Really, there are quite a few. There are four aspects of the current CSIS Act that are significantly impacted by the proposed amendments.
Operationally, for the service, one of the biggest activities we're coming up against limits on is the sharing of information and the equipping of national security partners and stakeholders outside of the federal government. Across Canada, every day, CSIS officers are engaging with communities and businesses and with provincial, municipal and territorial governments, and they're encountering significant limits in how they can share information to meaningfully build resilience. This bill would address that gap with some proposed amendments.
The second aspect I would highlight relates to judicial authorizations. Currently the service has a single warrant authority that is tailored to highly intrusive techniques and very much appropriately built for that purpose, with high safeguards and significant requirements. However, today in the digital world we operate in, there are a vast number of fairly routine and basic investigative activities. Here I would point to, for example, identifying the individual behind an online disinformation campaign believed to be driven by a foreign state.
For the subscriber, the identifying information of an account holder online is something for which we would need to go to the Federal Court for a warrant. That warrant requires the same elements that intercepting phone calls does, so you can see that it's not really appropriately tailored to the kind of data we would be getting. Therefore, one of the proposals in the bill today includes a production order. There are two others in that suite that would allow for much more tactical and regular approaches to the Federal Court earlier in investigations, and we anticipate that this could yield significant operational value and a much more nimble investigative posture.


## AIM OF THE EXERCISE
From the records below, count the lines containing the word "annotations" and give only that number.

(Data tied to figure images)
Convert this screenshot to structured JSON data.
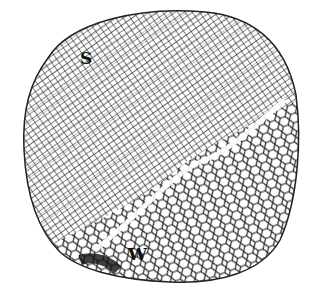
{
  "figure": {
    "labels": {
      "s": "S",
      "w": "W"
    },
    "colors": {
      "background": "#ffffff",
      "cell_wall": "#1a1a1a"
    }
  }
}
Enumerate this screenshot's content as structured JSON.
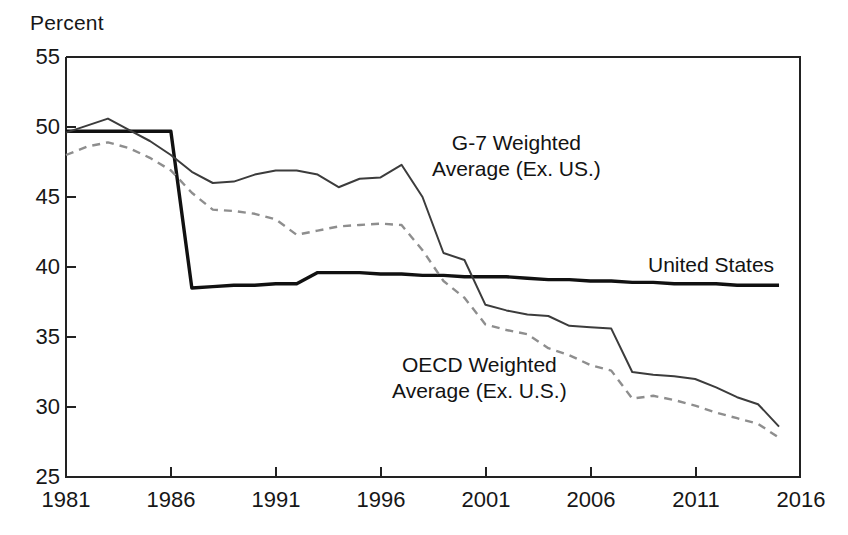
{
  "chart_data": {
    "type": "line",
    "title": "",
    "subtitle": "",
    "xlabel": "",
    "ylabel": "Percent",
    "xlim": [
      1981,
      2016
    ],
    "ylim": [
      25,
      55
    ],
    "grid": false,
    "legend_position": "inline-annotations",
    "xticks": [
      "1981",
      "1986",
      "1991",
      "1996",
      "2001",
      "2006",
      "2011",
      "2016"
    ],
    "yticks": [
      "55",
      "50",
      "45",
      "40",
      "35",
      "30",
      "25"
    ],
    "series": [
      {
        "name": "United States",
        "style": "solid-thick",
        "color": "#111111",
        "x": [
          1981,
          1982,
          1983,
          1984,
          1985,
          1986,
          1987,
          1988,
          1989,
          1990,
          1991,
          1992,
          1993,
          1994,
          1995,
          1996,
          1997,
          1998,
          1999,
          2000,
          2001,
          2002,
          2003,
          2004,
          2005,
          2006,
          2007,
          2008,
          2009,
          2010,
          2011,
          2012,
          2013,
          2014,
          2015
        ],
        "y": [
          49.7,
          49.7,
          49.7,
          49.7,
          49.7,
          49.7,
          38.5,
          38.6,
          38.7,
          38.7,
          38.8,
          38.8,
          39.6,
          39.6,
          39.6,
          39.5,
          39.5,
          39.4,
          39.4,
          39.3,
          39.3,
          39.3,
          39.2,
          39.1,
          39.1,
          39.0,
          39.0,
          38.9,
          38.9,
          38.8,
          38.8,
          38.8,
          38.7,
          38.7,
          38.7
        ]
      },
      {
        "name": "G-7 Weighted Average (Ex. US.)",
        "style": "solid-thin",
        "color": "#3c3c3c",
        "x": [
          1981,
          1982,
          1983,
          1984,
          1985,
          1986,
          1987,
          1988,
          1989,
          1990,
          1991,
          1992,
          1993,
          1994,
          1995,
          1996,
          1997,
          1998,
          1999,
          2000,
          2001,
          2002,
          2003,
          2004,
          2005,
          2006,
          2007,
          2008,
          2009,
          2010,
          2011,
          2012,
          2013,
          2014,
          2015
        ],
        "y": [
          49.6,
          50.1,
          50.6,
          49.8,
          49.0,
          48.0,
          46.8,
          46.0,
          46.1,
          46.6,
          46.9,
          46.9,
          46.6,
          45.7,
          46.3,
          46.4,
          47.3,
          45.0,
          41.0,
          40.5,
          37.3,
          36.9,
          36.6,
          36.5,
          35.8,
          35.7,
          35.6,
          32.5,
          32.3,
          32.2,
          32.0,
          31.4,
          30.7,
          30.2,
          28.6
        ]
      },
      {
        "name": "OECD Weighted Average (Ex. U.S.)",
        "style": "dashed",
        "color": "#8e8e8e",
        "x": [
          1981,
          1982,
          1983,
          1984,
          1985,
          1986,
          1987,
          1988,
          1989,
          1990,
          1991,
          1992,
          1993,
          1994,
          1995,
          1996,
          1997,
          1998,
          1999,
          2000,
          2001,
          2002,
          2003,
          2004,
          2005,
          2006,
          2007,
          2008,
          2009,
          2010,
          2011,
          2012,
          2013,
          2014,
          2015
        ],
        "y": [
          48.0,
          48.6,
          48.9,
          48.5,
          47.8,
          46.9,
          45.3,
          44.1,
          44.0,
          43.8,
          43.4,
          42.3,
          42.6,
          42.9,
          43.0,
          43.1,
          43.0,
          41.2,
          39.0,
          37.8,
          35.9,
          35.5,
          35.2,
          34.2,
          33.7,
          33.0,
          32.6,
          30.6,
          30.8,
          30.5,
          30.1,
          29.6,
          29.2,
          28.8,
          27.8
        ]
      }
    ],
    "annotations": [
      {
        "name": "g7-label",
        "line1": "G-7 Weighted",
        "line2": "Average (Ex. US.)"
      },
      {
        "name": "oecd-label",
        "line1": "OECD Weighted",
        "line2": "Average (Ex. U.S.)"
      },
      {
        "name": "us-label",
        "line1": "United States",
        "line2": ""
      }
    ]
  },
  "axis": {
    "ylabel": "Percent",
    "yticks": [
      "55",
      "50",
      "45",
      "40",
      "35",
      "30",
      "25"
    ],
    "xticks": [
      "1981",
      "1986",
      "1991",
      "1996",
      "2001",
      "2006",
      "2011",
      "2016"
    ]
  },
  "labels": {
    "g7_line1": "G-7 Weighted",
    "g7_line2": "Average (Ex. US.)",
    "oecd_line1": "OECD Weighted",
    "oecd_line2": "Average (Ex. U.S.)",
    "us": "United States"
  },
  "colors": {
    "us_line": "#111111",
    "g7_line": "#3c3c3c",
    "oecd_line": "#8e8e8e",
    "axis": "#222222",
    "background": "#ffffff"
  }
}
...
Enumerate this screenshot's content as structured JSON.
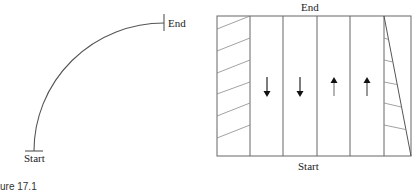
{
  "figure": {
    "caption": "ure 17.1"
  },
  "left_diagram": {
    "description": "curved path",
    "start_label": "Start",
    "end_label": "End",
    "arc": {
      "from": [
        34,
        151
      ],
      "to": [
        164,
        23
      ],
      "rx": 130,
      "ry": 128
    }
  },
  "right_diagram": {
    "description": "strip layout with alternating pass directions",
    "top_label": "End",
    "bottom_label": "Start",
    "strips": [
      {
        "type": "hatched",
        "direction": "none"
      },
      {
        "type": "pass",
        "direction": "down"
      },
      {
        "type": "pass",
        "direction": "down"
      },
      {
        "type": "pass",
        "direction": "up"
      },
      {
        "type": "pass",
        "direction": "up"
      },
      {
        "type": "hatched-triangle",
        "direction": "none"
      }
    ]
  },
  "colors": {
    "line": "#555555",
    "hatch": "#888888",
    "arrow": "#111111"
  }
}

## EXERCISE RESULT
2